Perhaps as an underlying rational of science, “How?” can interfere with “When?” I’m referring to Swedish death cleaning. The idea of death cleaning is to rid oneself of possessions that no longer have a positive impact on our lives), and suggests starting already at advanced middle age (perhaps mid-60s), when still in good health with all one’s marbles. Death cleaning is equated to the “mental magic of cleaning and organizing your closet.” Paring down clutter – we call it downsizing – to allow focus on the more important things, to simplify life, to reduce stress and make it easier to think straight, and to lessen the burden on the family to clean up the mess we leave behind.

This makes sense and holds many truths. Friends recently have talked to me, with noticeable anxiety, about death cleaning themselves. I can’t fault the reasoning – our lives are cluttered, and we can’t avoid the reality of death. Why not face that stark fact? Why not death clean?

The first thought that comes to mind is that death cleaning conflates “When?” and “How?” Death cleaning gives a prescription for a controlled life, but avoids the more crucial question that rules our life: when will we die? We don’t know that at middle age, or even much after that. Will it be tomorrow, a year from now, ten years away, or even longer? My mother didn’t want to renovate her kitchen when she was near 80, but I insisted, “Do it, do it now!” And she did. She couldn’t do it when she’s dead. But she lived until 100. She loved her renovated kitchen for 20 years. Not bad, I’d say. It added to her life.

So this brings up what I called “pre-mature death” – a type of death, perhaps a practice death, before the final death, which I wrote about in last year’s blog “Choose Life.” One death is enough for me!

Does preparing for the end – wiping clean or at least thinning out the past – make getting there more pleasant or of greater value?

I’m 77 and still healthy (what luck!). Should I stop collecting Inuit art, which I love to do? The sculptures take up space, which means keeping a larger house, and large houses tend to accumulate what’s around.

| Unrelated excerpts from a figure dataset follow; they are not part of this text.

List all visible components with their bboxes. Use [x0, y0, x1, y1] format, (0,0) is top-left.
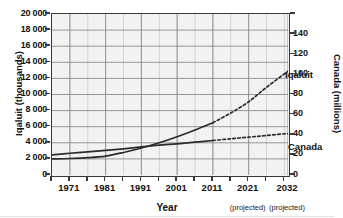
y-right-tick-mark: [290, 32, 295, 34]
y-right-tick-mark: [290, 12, 295, 14]
x-tick-mark: [86, 176, 88, 181]
y-left-tick-mark: [45, 93, 50, 95]
y-left-tick-label: 18 000: [3, 25, 47, 34]
y-left-tick-mark: [45, 173, 50, 175]
x-tick-mark: [283, 176, 285, 181]
x-tick-mark: [140, 176, 142, 181]
y-left-tick-label: 2 000: [3, 153, 47, 162]
chart-canvas: [52, 14, 288, 175]
x-tick-mark: [158, 176, 160, 181]
x-tick-label: 2021: [237, 182, 258, 193]
y-right-tick-mark: [290, 113, 295, 115]
y-left-tick-mark: [45, 141, 50, 143]
x-tick-mark: [104, 176, 106, 181]
y-left-tick-label: 8 000: [3, 105, 47, 114]
y-axis-right-title: Canada (millions): [332, 44, 343, 144]
y-left-tick-label: 6 000: [3, 121, 47, 130]
y-right-tick-mark: [290, 173, 295, 175]
y-right-tick-mark: [290, 53, 295, 55]
x-tick-mark: [122, 176, 124, 181]
bottom-rule: [0, 216, 334, 217]
x-tick-label: 1971: [58, 182, 79, 193]
x-tick-label: 2032: [276, 182, 297, 193]
y-axis-left: 02 0004 0006 0008 00010 00012 00014 0001…: [0, 0, 47, 218]
y-right-tick-mark: [290, 153, 295, 155]
y-right-tick-mark: [290, 93, 295, 95]
x-tick-mark: [193, 176, 195, 181]
x-tick-label: 1981: [94, 182, 115, 193]
y-right-tick-label: 140: [293, 29, 308, 38]
x-tick-mark: [175, 176, 177, 181]
y-right-tick-mark: [290, 133, 295, 135]
y-left-tick-mark: [45, 77, 50, 79]
y-left-tick-label: 0: [3, 170, 47, 179]
y-left-tick-mark: [45, 12, 50, 14]
plot-area: Iqaluit Canada: [51, 13, 290, 177]
x-axis-title: Year: [0, 202, 334, 213]
y-left-tick-label: 12 000: [3, 73, 47, 82]
y-left-tick-mark: [45, 44, 50, 46]
y-left-tick-mark: [45, 28, 50, 30]
y-right-tick-label: 120: [293, 49, 308, 58]
y-left-tick-label: 16 000: [3, 41, 47, 50]
y-right-tick-label: 100: [293, 69, 308, 78]
x-tick-label: 2011: [202, 182, 223, 193]
x-tick-label: 2001: [166, 182, 187, 193]
x-tick-label: 1991: [130, 182, 151, 193]
x-tick-mark: [229, 176, 231, 181]
y-left-tick-mark: [45, 61, 50, 63]
y-right-tick-mark: [290, 73, 295, 75]
x-tick-mark: [211, 176, 213, 181]
x-tick-mark: [265, 176, 267, 181]
x-tick-mark: [247, 176, 249, 181]
y-left-tick-label: 14 000: [3, 57, 47, 66]
y-left-tick-mark: [45, 109, 50, 111]
y-left-tick-label: 10 000: [3, 89, 47, 98]
y-axis-left-title: Iqaluit (thousands): [13, 44, 24, 144]
x-tick-mark: [68, 176, 70, 181]
y-left-tick-mark: [45, 157, 50, 159]
y-left-tick-label: 20 000: [3, 9, 47, 18]
x-tick-mark: [50, 176, 52, 181]
y-left-tick-label: 4 000: [3, 137, 47, 146]
y-left-tick-mark: [45, 125, 50, 127]
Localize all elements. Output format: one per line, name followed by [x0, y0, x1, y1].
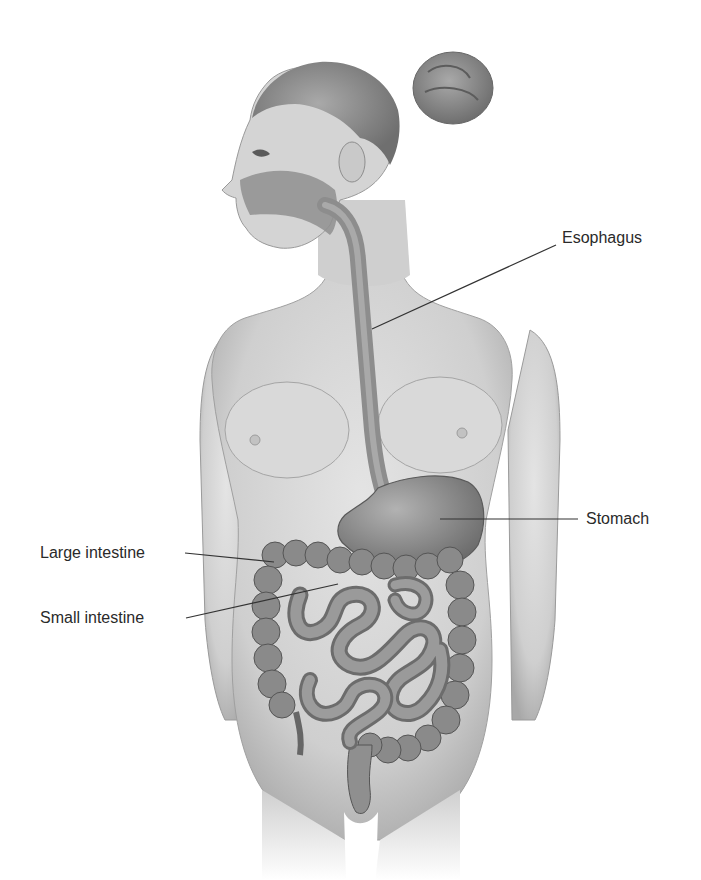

And do possessions, mere objects, truly blur our focus on what counts, or what we’d rather do, or feel we should do? Perhaps they do at times, or for some of us. But I believe that those who know what really counts for them already do it, or will do it whether or not they downsize. Others may not know what counts most for them as they age, so would they really discover what it is with fewer possessions? Maybe the clutter gives them the security to know that they are still alive. And what “counts” anyway in the single life we have? For each it’s something different, I’d say. For some it’s work, for others rest, for others perhaps the status quo. Who knows, for some it may be their possessions that they worked so hard to get. Aren’t we partly our possessions? Don’t they reflect to some extent who we are?

I’m not blind to the benefits of Swedish death cleaning. I’m just aware that the puzzle in our life is when we’ll die, not how we might prepare to do so.

So as for me, I’ll still choose life for now, as I said in my previous blog, and do the best I can to control the clutter, rather than the other way around.